The almost exclusively textual approach of the above studies of Sarasvatī requires correction by a careful examination of her extant images. T. A. Gopinatha Rao's Elements of Hindu Iconography, 2 vols. (19141916; 2d ed., New York, 1968), treats her briefly, showing certain simple correlations between descriptive and prescriptive texts and selected images. The studies of Nalini Kanta Bhattasali and Jitendra Banerjea offer fuller analyses and more imaginative interpretations of the data. Bhattasali's landmark work, Iconography of Buddhist and Brahmānical Sculptures in the Dacca Museum (Dacca, 1929), is unique in its effective juxtaposition of textual and iconographic evidence, especially regarding the connection of Sarasvatī with Viu. In The Development of Hindu Iconography, 2d ed. (Calcutta, 1956), Banerjea shows the influence of popular iconographic typesrepresented by terracotta figurines from the Maurya and Śuga periodson early images of the goddess. Curt Maury's provocative Folk Origins of Indian Art (New York, 1969) provides evidence that Sarasvatī is a regional variant of an ancient lotus goddess, called also Śrī and Lakmī.
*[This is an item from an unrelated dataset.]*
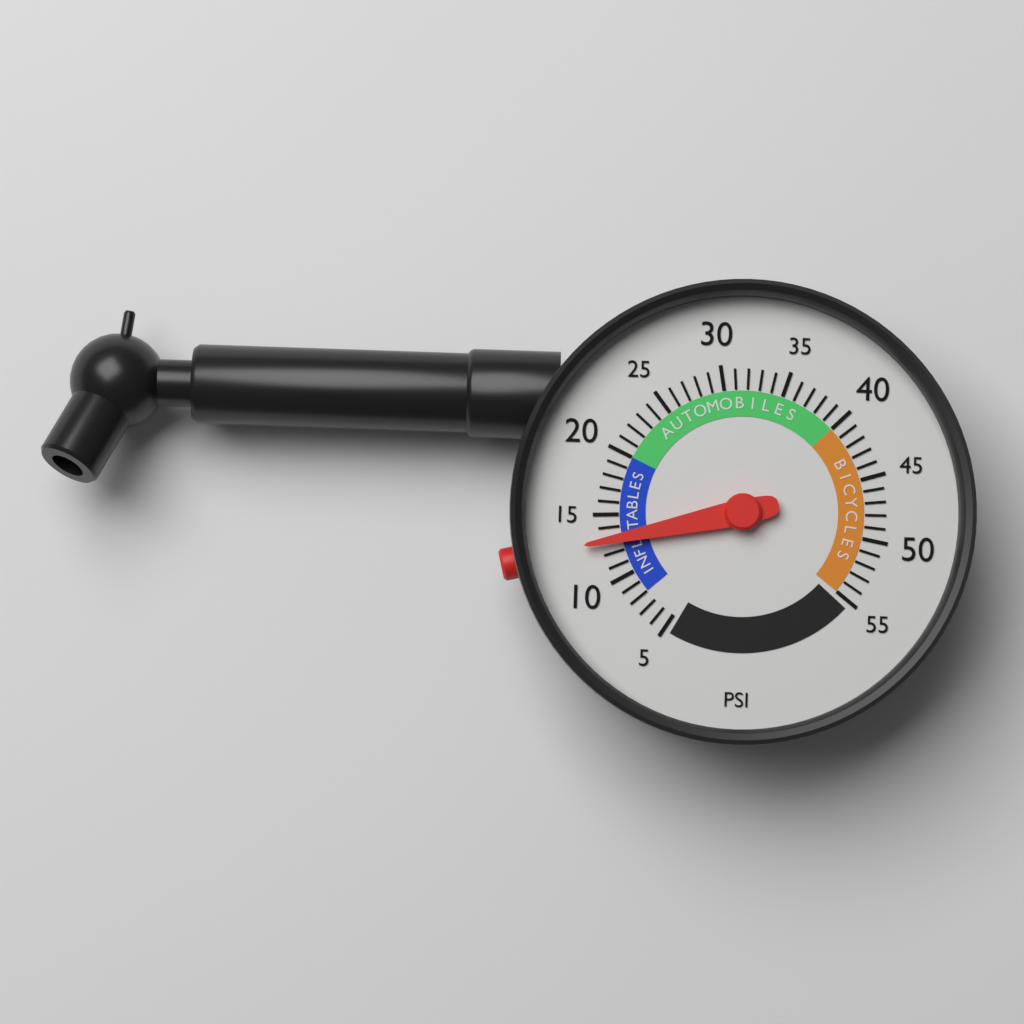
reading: 13 psi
Art-historical studies are themselves incomplete without a knowledge of the contexts in which the images have been used. In the case of Sarasvatī, these contexts have not been sufficiently explored. Also needed is a close investigation of her contemporary cult, especially in the villages. It is likely that further research will identify other indigenous elements that have coalesced with the more readily traceable Brahmānical ones to form her composite character. A thorough historical study of the interplay among popular and literary conceptions and practices should thus yield a more accurate and balanced view of the religious significance of this major Indian goddess.